The FINANCIAL — Europe pressed Greece to deliver drastic new austerity cuts, says EU Business web-site, but expressed confidence that fresh loans can be released early next month.
According to the edition, amid mounting fear of contagion affecting other eurozone economies, with Italy hit on markets as it hastens its own austerity package, Luxembourg Prime Minister Jean-Claude Juncker said Greece has no option but to deliver on the demands made by its international backers.
After the first presentation by new Greek finance minister Evangelos Venizelos on Sunday night — during which diplomats said he got short shrift over a request to re-negotiate bailout terms — Juncker said Monday that a new rescue was on course for the autumn.
"The minister is sincere, honest and credible," Juncker said. "Greece will not be abandoned by its partners in Europe, it knows what has to be done.
"The Greek parliament has to know this has to be done," he said of a vote required to pass another 28.4 billion euros of fiscal belt-tightening into legislation.
"If not…," he slammed his fist down on the press conference table amid criticism of the lack of a 'Plan B' for Greece.
However, he quickly underlined: "But this is not a question will have to face."
Similarly, when asked if he believed the privatisation target was feasable even if it meant one company being sold every 10 days, Juncker stressed: "They will have to do so."
An IMF report released at the same time warned that "with deeply intertwined fiscal and financial problems, failure to undertake decisive action could rapidly spread the tensions to the core of the euro area and result in large global spillovers."
On the eve of a parliamentary confidence vote in Prime Minister George Papandreou's government reshuffle, eurozone finance ministers delayed approval for emergency cashflow aid until the political waters in Greece clear.
A 12-billion-euro loan, part of last year's 110-billion-euro ($156 billion) bailout, is needed to avoid a bottleneck in Athens repayments, but first Greece must sign off on further budget cuts and raising 50 billion euros from privatisations.
New eurozone talks were called on Greece for July 3 to finalise a second rescue package which will follow the payout of the existing loans Ministers also agreed to raise national funding guarantees behind a temporary eurozone lending facility to 780 billion euros between now and the end of 2012.
That will give it the fund an "effective lending capacity" of 440 billion, said European Financial Stability Facility chief Klaus Regling.
The second, 100-billion-euro bailout will then involve taxpayers' money but also a "substantial" contribution from the private sector, although in no way "compulsory," said Juncker.
It will come via the "informal and voluntary rollovers of existing Greek debt at maturity" by private banks, pension funds and insurers.
A Greek finance ministry source told AFP that the government was "confident about the adoption of this plan by parliament" in a vote on June 28. The Socialist administration holds 155 seats out of 300.
Representatives from the European Union, the International Monetary Fund and the European Central Bank will be in Athens on Tuesday and Wednesday for talks with Venizelos, an EU source in Athens also said.
Following protests over the unpopular austerity measures, ministers also stressed the need thereafter for "rigorous and expeditious implementation" of Greek promises.
Showing the extent of international fears over renewed financial contagion, G7 partners in Canada, Japan and the United States were also briefed overnight.
The euro fell against the dollar, while banks bore the brunt of stock losses across Europe.
Italy was one of the worst hit, after its government was forced to speed up preparations for a 40-billion-euro (57-billion-dollar) austerity plan intended to bring its public deficit to just 0.2 percent of gross domestic product (GDP) by 2014.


**Try it**: Should any entry hold a picture, omit that picture and copy the rest of the entry exactly.

**Saved data entries**:
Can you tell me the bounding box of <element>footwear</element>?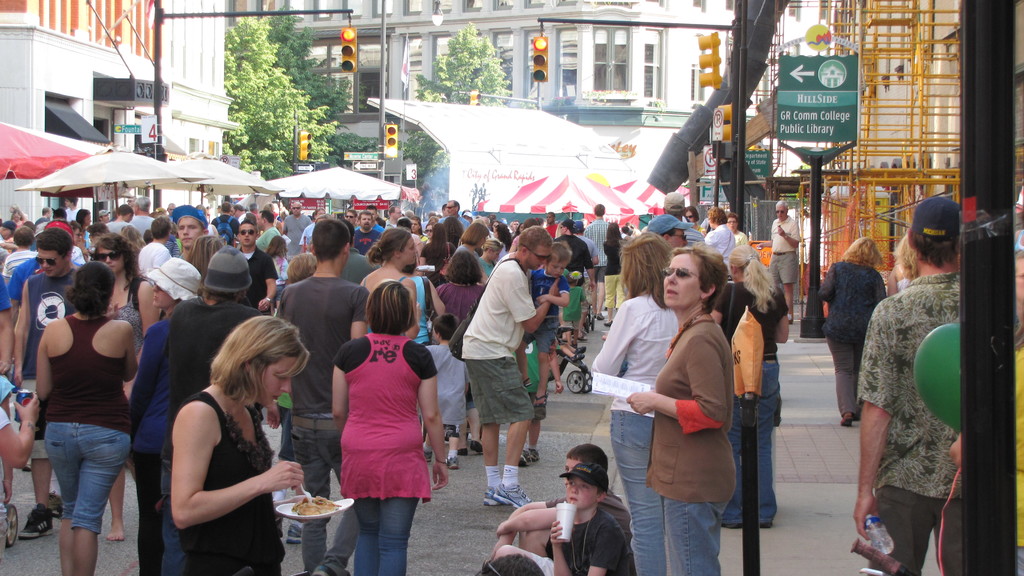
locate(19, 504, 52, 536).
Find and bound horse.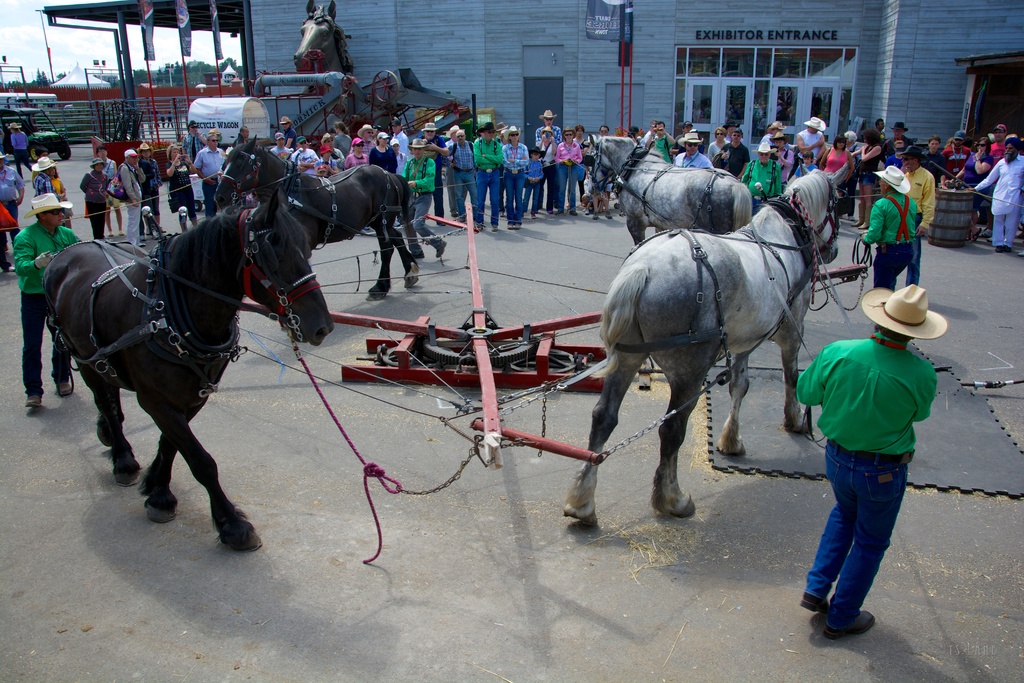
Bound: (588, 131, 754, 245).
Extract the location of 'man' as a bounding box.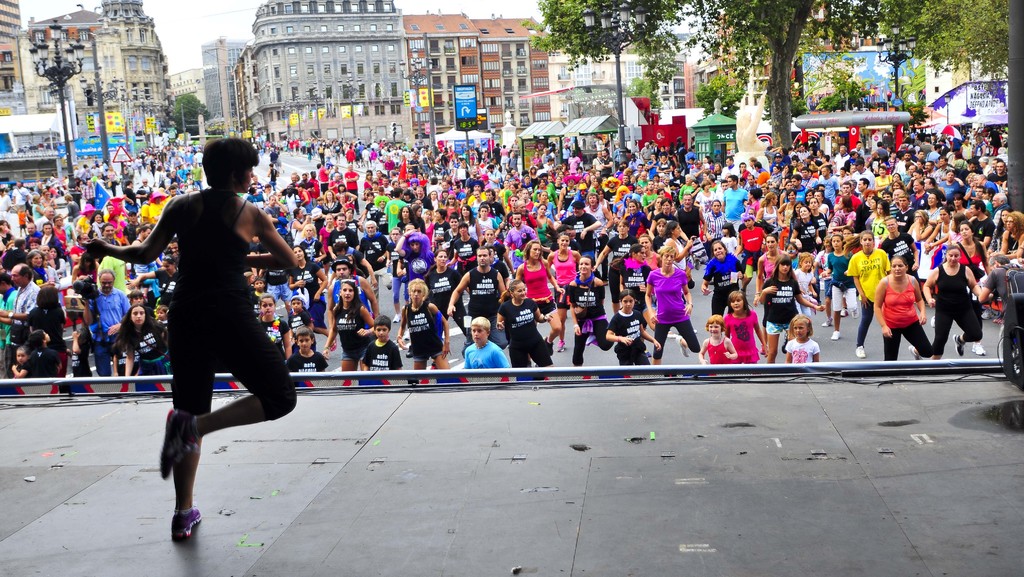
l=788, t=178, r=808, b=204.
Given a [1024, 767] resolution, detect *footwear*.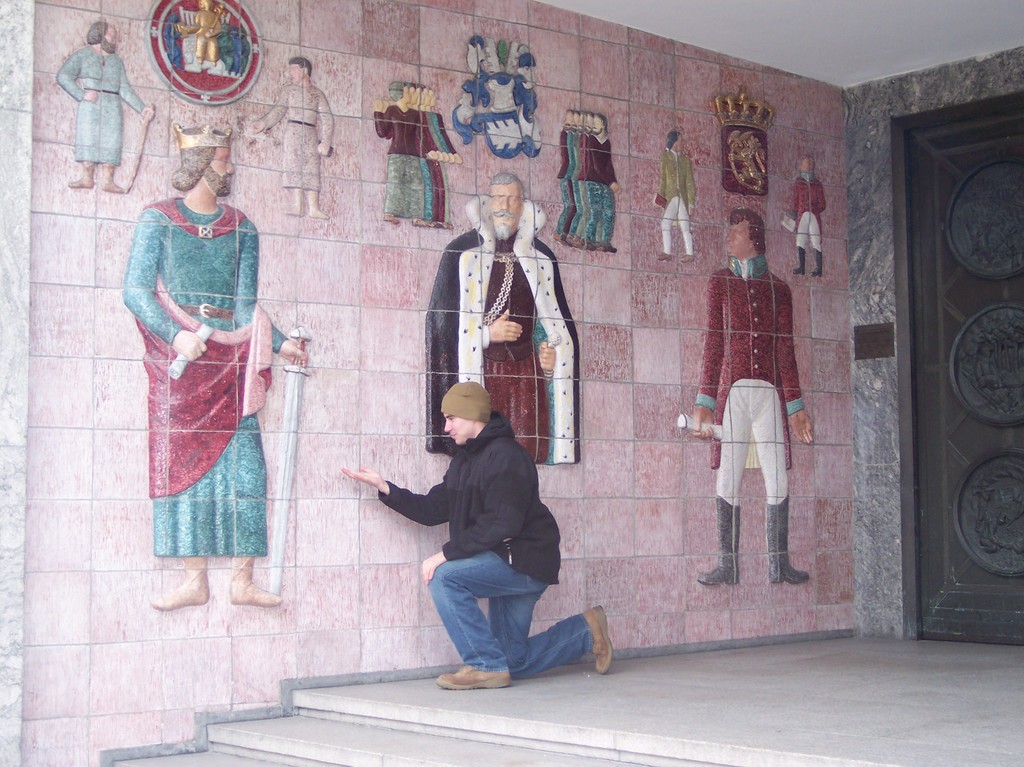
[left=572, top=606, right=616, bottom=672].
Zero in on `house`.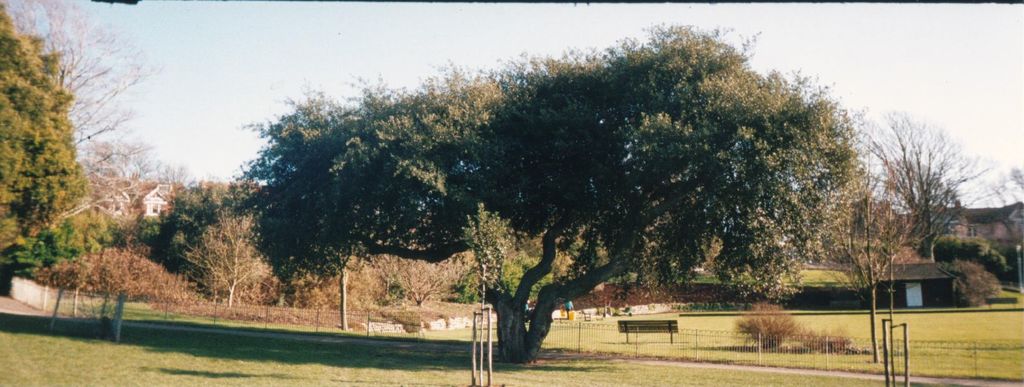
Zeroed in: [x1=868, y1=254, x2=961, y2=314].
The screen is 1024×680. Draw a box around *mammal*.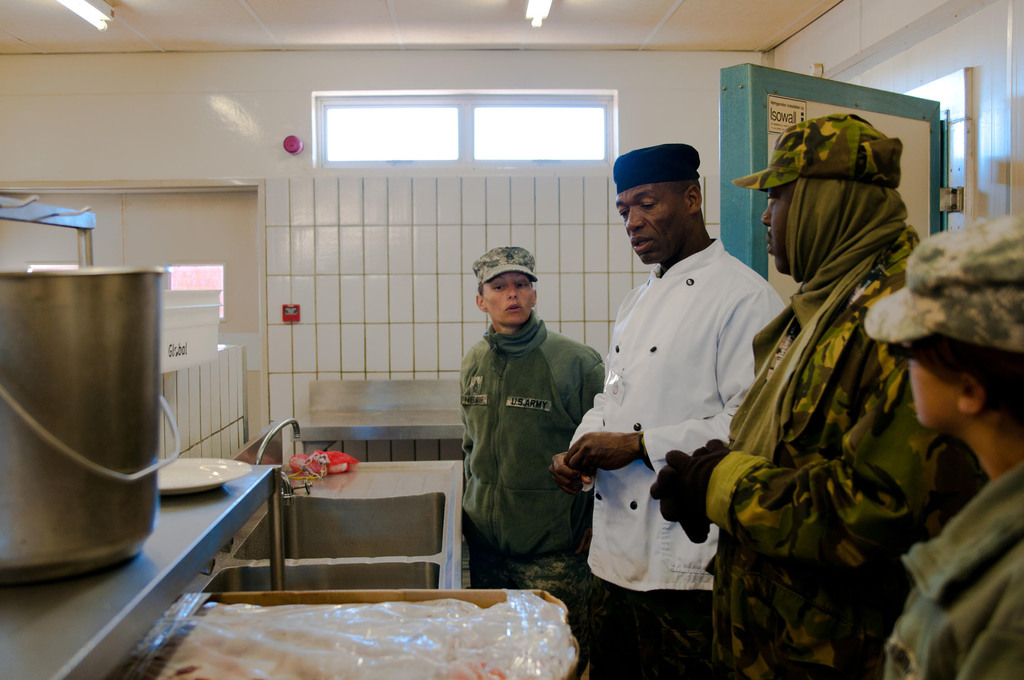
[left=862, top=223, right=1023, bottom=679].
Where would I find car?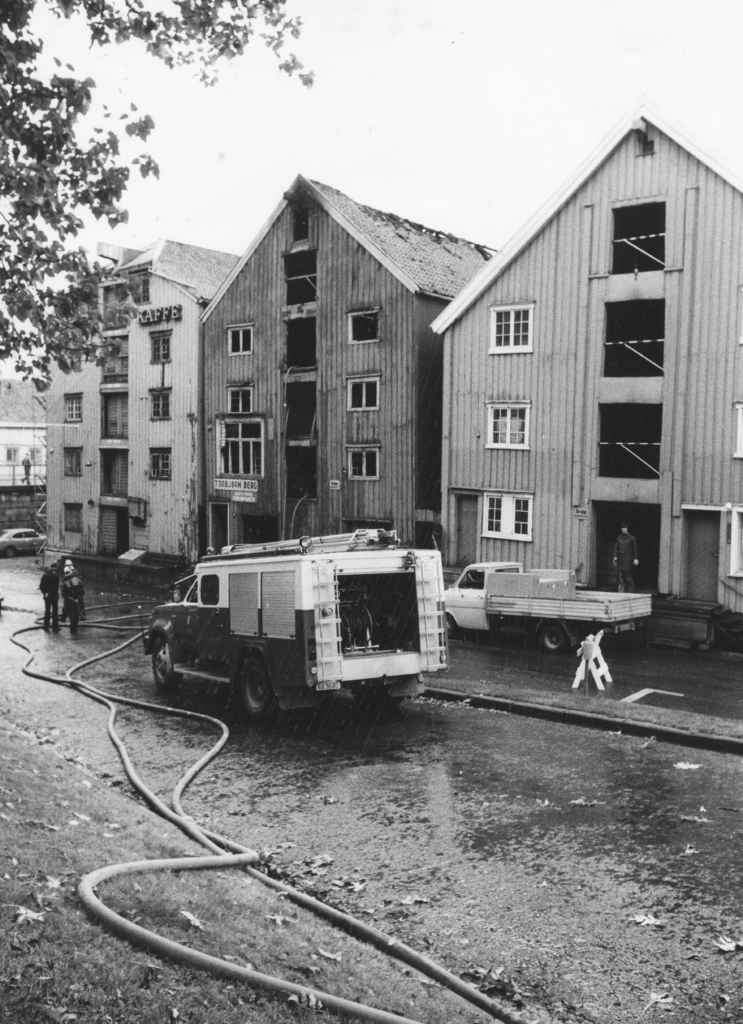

**Result of this exercise**:
Can you tell me the bounding box of <element>footwear</element>?
locate(19, 504, 52, 536).
Find and bound horse.
Bound: (588, 131, 754, 245).
Extract the location of 'man' as a bounding box.
l=788, t=178, r=808, b=204.
Given a [1024, 767] resolution, detect *footwear*.
[left=572, top=606, right=616, bottom=672].
Zero in on `house`.
Zeroed in: [x1=868, y1=254, x2=961, y2=314].
The screen is 1024×680. Draw a box around *mammal*.
[left=862, top=223, right=1023, bottom=679].
Where would I find car?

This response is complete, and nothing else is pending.